SPF numbers, translated from marketing

SPF measures protection against UVB — the rays that burn. SPF 30 lets through about 3% of them, SPF 50 about 2%. The difference looks cosmetic, but with daily use, year after year, it matters.

More important is what the number does not say: look for a 'broad spectrum' product — one that also covers UVA, the rays that age the skin and work silently, without burning. A high-SPF cream without UVA protection is an umbrella with holes in it.

The three mistakes I see every week

First: the amount. Face and neck need roughly two full finger-lengths of product — most people apply a third of that, and half a dose does not mean half the protection, but several times less.

Second: applying once in the morning before a full day outdoors. Protection needs renewing every two hours and immediately after swimming or heavy sweating. For an office day by the window, the morning layer is enough; on the beach, it is not.

Third: seasonal thinking. Sunscreen is not a summer accessory. March sun on a ski slope (snow reflects up to 80% of UV!) is more treacherous than the August seaside, because nobody suspects it.

"But I want a tan" — let's be honest

A tan is a defence reaction of damaged skin — there is no 'healthy tan' from the sun or a sunbed, however good it looks in the mirror. Sunbeds in particular are a firm 'no' from me: concentrated UVA of exactly the kind that ages skin and raises melanoma risk.

And vitamin D? It is synthesised even with short, incidental exposure; deliberate burning is not 'getting your vitamin', it is damage. If you are deficient, the answer is a blood test and a supplement guided by a doctor — not the beach without cream.

Choosing a product you will actually use

The best sunscreen is the one you will genuinely apply every morning. For oily skin — light fluids and gels that do not shine; for dry skin — creams with a moisturising base; for sensitive, reactive skin — mineral filters, which rarely irritate.

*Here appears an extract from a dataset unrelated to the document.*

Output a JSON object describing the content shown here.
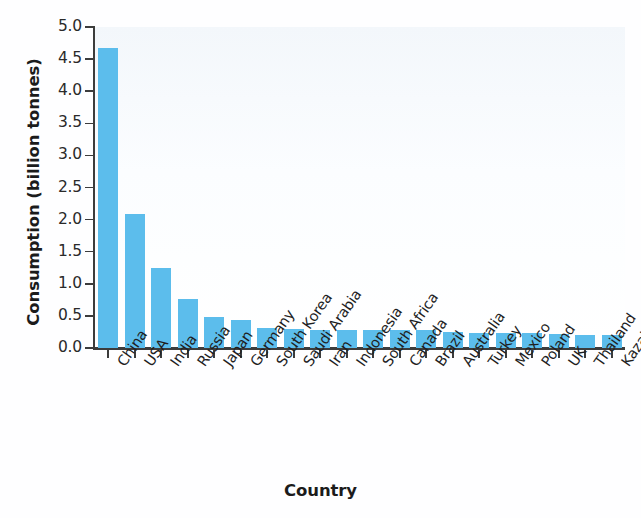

If you have a skin condition, if your skin reacts to sunscreens, or if you have simply given up three times already — come for a consultation. Choosing the right formula is a five-minute conversation that solves the problem for years ahead.

One simple promise

I cannot promise you that a cream will stop time. I can promise you this: your skin at 50 will thank you for the habit you built at 25. And if in the meantime you notice a mole that is changing — do not wait for the season, come in. The check is short, painless, and in the vast majority of cases ends with the finest sentence in dermatology: "Everything is fine."